-
Notifications
You must be signed in to change notification settings - Fork 60
New issue
Have a question about this project? Sign up for a free GitHub account to open an issue and contact its maintainers and the community.
By clicking “Sign up for GitHub”, you agree to our terms of service and privacy statement. We’ll occasionally send you account related emails.
Already on GitHub? Sign in to your account
Add fragmentation support #36
base: main
Are you sure you want to change the base?
Conversation
buffer[7] = sendOption; | ||
} | ||
|
||
Buffer.BlockCopy(data, fragmentDataSize * i - (includingHeader ? 0 : 1), buffer, FragmentHeaderSize + (includingHeader ? 1 : 0), dataLength - (includingHeader ? 1 : 0)); |
There was a problem hiding this comment.
Choose a reason for hiding this comment
The reason will be displayed to describe this comment to others. Learn more.
Calculate the headerOffset/Length once so this looks nicer.
var fragmentsCount = messageReader.ReadUInt16(); | ||
var fragmentedMessageId = messageReader.ReadUInt16(); | ||
|
||
lock (_fragmentedMessagesReceived) |
There was a problem hiding this comment.
Choose a reason for hiding this comment
The reason will be displayed to describe this comment to others. Learn more.
I think you should use the ConcurrentDictionary locking pattern in UdpConnectionListener where you tryget, lock, tryadd. Then once you have a unified FragmentedMessage instance you can lock that instead. Because right here you have a global lock with a decent amount of work in it and I don't think it's necessary.
Keep in mind I have not fully thought this through and I don't personally expect this to be a hot path, so it's a somewhat low pri optimization.
_fragmentedMessagesReceived.Add(fragmentedMessageId, fragmentedMessage = new FragmentedMessage(fragmentsCount)); | ||
} | ||
|
||
var buffer = new byte[messageReader.Length - messageReader.Position]; |
There was a problem hiding this comment.
Choose a reason for hiding this comment
The reason will be displayed to describe this comment to others. Learn more.
Depending how things go, you might not need to do this copy. We're in control of whether Fragmented packets are recycled or not, so ... they probably aren't? So just capture the whole packet. You can adjust the offset or position if you need, but saving a whole copy is great.
054645c
to
088a541
Compare
f30e956
to
ff5f86a
Compare
This can be useful to resolve the +25 modded protocol huge size packets issue at network interface |
Fragments all reliable packets with sizes over the connection MTU, trying to send an unreliable packet that is too big simply throws an exception.
Fragmented message protocol is very simple:
Then it gets stored on the receiving end and is reconstructed when received
fragmentsCount
fragmentsCurrentlye90317bSendOption.Reliable
is assumed for all fragmented messages but maybe it should be specified explictly in caseSendOption.ReliableOrdered
or something was ever added?MTU discovery is somewhat inspired by LiteNetLib, it uses just a few MTU values to discover MTU very quickly and the value is good enough in most cases:
Hazel-Networking/Hazel/Udp/UdpConnection.Fragmented.cs
Lines 15 to 25 in c238a8b
It works by sending a reliable packet with the size of the tested MTU, if we get an ACK back it means that the MTU is fine and attempt higher MTU, if not we get an ACPI error back in form of a
SocketException
and cancel the ACK.MTU changing (both higher and lower) during connection isn't handled (yet).
This also doesn't take DTLS in account at all, I guess we could subtract DTLS application data header from the MTU when DTLS is used?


> WHAT NEEDS TO BE DONE:
Copy out, from the entries below, each line that holds the string "axis".

[Dataset records]
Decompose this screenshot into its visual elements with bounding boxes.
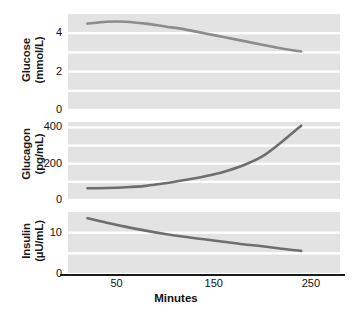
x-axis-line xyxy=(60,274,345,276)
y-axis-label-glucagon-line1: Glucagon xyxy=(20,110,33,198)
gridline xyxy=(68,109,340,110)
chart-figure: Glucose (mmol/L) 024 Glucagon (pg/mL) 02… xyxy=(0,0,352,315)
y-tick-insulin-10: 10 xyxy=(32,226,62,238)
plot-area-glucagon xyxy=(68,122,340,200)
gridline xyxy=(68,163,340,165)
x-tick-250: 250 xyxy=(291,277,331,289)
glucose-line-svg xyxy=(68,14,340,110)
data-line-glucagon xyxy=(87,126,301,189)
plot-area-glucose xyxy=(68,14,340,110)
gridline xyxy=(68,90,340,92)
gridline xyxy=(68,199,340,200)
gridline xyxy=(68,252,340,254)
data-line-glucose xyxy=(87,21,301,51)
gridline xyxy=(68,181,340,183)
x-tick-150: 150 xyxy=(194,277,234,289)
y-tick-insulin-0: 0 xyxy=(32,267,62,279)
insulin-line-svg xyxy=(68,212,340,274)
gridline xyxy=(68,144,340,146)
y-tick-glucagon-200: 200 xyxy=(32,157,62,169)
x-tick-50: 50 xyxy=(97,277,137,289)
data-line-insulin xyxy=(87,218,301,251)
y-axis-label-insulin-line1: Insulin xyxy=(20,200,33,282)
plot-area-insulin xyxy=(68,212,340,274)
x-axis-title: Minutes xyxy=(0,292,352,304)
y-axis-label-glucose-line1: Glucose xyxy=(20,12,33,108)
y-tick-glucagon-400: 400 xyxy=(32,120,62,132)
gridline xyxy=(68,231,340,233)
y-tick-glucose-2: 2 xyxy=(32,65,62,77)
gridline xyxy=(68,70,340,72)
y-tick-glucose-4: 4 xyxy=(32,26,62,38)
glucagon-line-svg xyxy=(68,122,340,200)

--

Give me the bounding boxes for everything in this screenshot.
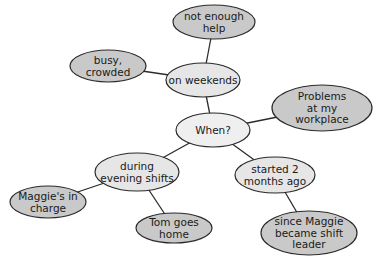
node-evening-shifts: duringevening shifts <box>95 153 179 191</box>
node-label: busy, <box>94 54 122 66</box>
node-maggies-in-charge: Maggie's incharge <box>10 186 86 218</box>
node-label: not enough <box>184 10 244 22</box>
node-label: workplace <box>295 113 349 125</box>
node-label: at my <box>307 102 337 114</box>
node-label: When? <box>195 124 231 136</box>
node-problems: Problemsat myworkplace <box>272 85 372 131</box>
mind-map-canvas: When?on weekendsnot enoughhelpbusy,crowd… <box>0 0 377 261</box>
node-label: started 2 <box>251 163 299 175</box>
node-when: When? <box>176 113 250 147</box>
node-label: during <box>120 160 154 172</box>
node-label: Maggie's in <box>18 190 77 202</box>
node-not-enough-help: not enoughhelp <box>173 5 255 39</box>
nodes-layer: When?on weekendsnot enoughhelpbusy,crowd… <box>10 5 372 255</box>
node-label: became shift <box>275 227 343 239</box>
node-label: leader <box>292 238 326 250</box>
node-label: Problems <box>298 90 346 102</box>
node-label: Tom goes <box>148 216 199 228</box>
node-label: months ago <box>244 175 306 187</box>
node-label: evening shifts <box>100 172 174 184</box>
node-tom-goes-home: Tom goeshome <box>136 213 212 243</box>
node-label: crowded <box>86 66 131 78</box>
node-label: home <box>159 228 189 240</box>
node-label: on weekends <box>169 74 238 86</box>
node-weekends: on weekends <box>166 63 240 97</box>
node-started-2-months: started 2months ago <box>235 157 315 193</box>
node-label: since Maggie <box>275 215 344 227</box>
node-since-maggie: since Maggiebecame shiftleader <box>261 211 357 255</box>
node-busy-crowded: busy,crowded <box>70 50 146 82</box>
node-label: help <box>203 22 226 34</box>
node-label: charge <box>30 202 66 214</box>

...

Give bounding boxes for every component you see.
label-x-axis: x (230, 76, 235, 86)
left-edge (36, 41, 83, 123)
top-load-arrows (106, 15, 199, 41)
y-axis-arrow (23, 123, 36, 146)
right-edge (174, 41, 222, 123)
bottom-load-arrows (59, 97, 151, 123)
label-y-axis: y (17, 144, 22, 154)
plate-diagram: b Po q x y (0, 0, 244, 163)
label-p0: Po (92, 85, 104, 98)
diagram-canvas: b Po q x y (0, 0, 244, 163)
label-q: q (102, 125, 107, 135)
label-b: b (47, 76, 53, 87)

> EXPECTED OUTPUT:
x-axis-line xyxy=(60,274,345,276)
y-axis-label-glucagon-line1: Glucagon xyxy=(20,110,33,198)
y-axis-label-insulin-line1: Insulin xyxy=(20,200,33,282)
x-axis-title: Minutes xyxy=(0,292,352,304)
y-axis-label-glucose-line1: Glucose xyxy=(20,12,33,108)
label-x-axis: x (230, 76, 235, 86)
y-axis-arrow (23, 123, 36, 146)
label-y-axis: y (17, 144, 22, 154)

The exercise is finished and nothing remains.